Working around absence of associated type constructor

Hi everyone,

While playing around with Rust, I think I just ended up on a nice use case for associated type constructors, which currently do not exist (although there's a proposal to add them). So I'm looking for the nicest workaround that today's Rust will give me, if anyone feels like helping.

Here is the design which I am trying to express:

  • Let there be two actors A and B, with a communication channel in between
  • The communication channel can take many forms: shared memory, network connection, message-passing library... My goal in this project is to abstract this diversity away.
  • For the use cases which I have in mind, the proper abstraction is distributed shared memory. I want to give A and B the illusion that they share memory (with relaxed consistency semantics) even if they don't.
  • I want the abstraction to have as low a runtime overhead as possible. If A and B know in advance how they want to communicate, the compiler should generate optimal code for that communication channel.

From a code point of view, my current interface design is somewhat similar to this:

// Shared data block abstraction, somewhat inspired by RefCell
trait SharedData<T> {
    // Get read access to the latest available copy of the shared data.
    // The access is guaranteed by the implementation to be data-race-free.
    type DataRef: Deref<Target=T> + Drop;
    fn borrow(&self) -> DataRef;

    // Get write access to the shared data. Changes will be atomically
    // propagated to clients once the reference wrapper gets out of scope.
    type DataRefMut: DerefMut<Target=T> + Drop;
    fn borrow_mut(&mut self) -> DataRefMut;
}

// A communication channel between A and B. Can be unsynchronized shared
// memory (for coroutines), synchronized shared memory (for threads),
// UNIX sockets or MPI (for distributed processes)... That's abstracted away!
trait CommunicationChannel {
    // Shared data block implementation that is optimal for the underlying channel
    type SharedDataImpl<T>: SharedData<T>;  // THIS WON'T COMPILE

    // Create a new shared data block with some initial value
    fn new_shared_data<T>(&mut self, init: T) -> SharedDataImpl<T>;
}

This is a highly simplified version of the interface which I actually have in mind. In particular, it lacks...

  • Several important generic bounds needed for implementation
  • Better synchronization mechanisms than polling
  • A mechanism to forbid concurrent writes

But the minimized code is enough to show the problem, which is that I cannot declare the SharedDataImpl associated type constructor in today's Rust.

This interface could be made legal by an appropriate version of the associated type constructor RFC proposal ( https://github.com/rust-lang/rfcs/pull/1598 ). For now, people on this Github issue have mostly focused on genericity over lifetimes, whereas I want to be generic over types.

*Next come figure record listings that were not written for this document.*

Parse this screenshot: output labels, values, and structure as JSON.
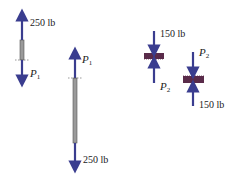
{
  "diagram": {
    "colors": {
      "arrow": "#3a3d8f",
      "rod": "#9a9a9a",
      "block": "#5a2b4a"
    },
    "fbd1": {
      "top_force": "250 lb",
      "bottom_label": "P",
      "bottom_sub": "1"
    },
    "fbd2": {
      "top_label": "P",
      "top_sub": "1",
      "bottom_force": "250 lb"
    },
    "fbd3": {
      "top_force": "150 lb",
      "bottom_label": "P",
      "bottom_sub": "2"
    },
    "fbd4": {
      "top_label": "P",
      "top_sub": "2",
      "bottom_force": "150 lb"
    }
  }
}
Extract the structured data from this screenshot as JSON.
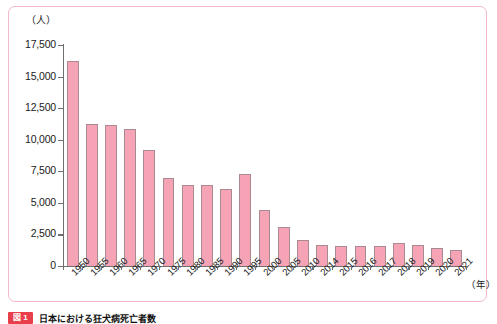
{
  "chart_data": {
    "type": "bar",
    "title": "",
    "xlabel": "（年）",
    "ylabel": "（人）",
    "ylim": [
      0,
      17500
    ],
    "ytick_step": 2500,
    "yticks": [
      "17,500",
      "15,000",
      "12,500",
      "10,000",
      "7,500",
      "5,000",
      "2,500",
      "0"
    ],
    "grid": false,
    "legend": "none",
    "bar_fill_color": "#f6a3b6",
    "bar_border_color": "#a98a93",
    "frame_color": "#f2b9c6",
    "categories": [
      "1950",
      "1955",
      "1960",
      "1965",
      "1970",
      "1975",
      "1980",
      "1985",
      "1990",
      "1995",
      "2000",
      "2005",
      "2010",
      "2014",
      "2015",
      "2016",
      "2017",
      "2018",
      "2019",
      "2020",
      "2021"
    ],
    "values": [
      16250,
      11250,
      11200,
      10850,
      9150,
      6950,
      6450,
      6400,
      6100,
      7250,
      4450,
      3050,
      2050,
      1650,
      1550,
      1550,
      1550,
      1800,
      1650,
      1400,
      1250
    ]
  },
  "yaxis": {
    "unit_label": "（人）",
    "ticks": [
      {
        "label": "17,500",
        "value": 17500
      },
      {
        "label": "15,000",
        "value": 15000
      },
      {
        "label": "12,500",
        "value": 12500
      },
      {
        "label": "10,000",
        "value": 10000
      },
      {
        "label": "7,500",
        "value": 7500
      },
      {
        "label": "5,000",
        "value": 5000
      },
      {
        "label": "2,500",
        "value": 2500
      },
      {
        "label": "0",
        "value": 0
      }
    ]
  },
  "xaxis": {
    "unit_label": "（年）",
    "labels": [
      "1950",
      "1955",
      "1960",
      "1965",
      "1970",
      "1975",
      "1980",
      "1985",
      "1990",
      "1995",
      "2000",
      "2005",
      "2010",
      "2014",
      "2015",
      "2016",
      "2017",
      "2018",
      "2019",
      "2020",
      "2021"
    ]
  },
  "caption": {
    "badge": "図 1",
    "text": "日本における狂犬病死亡者数"
  }
}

Perhaps I should submit some feedback on why I think that genericity over types is also useful. Or not: looking at the RFC, the author seems to already have this in mind.

In meantime, I have thought about two workarounds:

  • Use the new impl SharedData<T> syntax. I don't think this is allowed on a trait function. In addition, this is a nightly feature, and it does not quite match the semantics that I want to express in my trait (where the function return type will always be the same for any given T).
  • Give up on full static polymorphism for now, and return a Box<SharedData<T>>. Will require some unnecessary dynamic memory allocation and a vtable, and has the same issue as above, but at least I think it would work on stable.

Can someone more knowledgeable about Rust than me think about a smarter way to do this that I have overlooked?

I'm probably missing something, but would the following work for you:

use std::ops::{Deref, DerefMut};
// Shared data block abstraction, somewhat inspired by RefCell
trait SharedData {
    type Output;
    // Get read access to the latest available copy of the shared data.
    // The access is guaranteed by the implementation to be data-race-free.
    type DataRef: Deref<Target=Self::Output> + Drop;
    fn borrow(&self) -> Self::DataRef;

    // Get write access to the shared data. Changes will be atomically
    // propagated to clients once the reference wrapper gets out of scope.
    type DataRefMut: DerefMut<Target=Self::Output> + Drop;
    fn borrow_mut(&mut self) -> Self::DataRefMut;
}

// A communication channel between A and B. Can be unsynchronized shared
// memory (for coroutines), synchronized shared memory (for threads),
// UNIX sockets or MPI (for distributed processes)... That's abstracted away!
trait CommunicationChannel {
    // Shared data block implementation that is optimal for the underlying channel
    type SharedData: SharedData;

    // Create a new shared data block with some initial value
    fn new_shared_data<T>(&mut self, init: T) -> Self::SharedData;
}

Unfortunately, I don't think so. As far as I understand Rust, in your proposal, CommunicationChannel::SharedData may only designate one type of shared data (say, a SharedData<Output=i32> or a SharedData<Output=String>), and not the generic concept of shared data.

As a result, the new_shared_data() generic factory could now only return one type of shared data, and not shared data of any type, i.e. it would not be a generic factory anymore.

Maybe I could make this sort of design work by using SharedData<Core::Any>, though.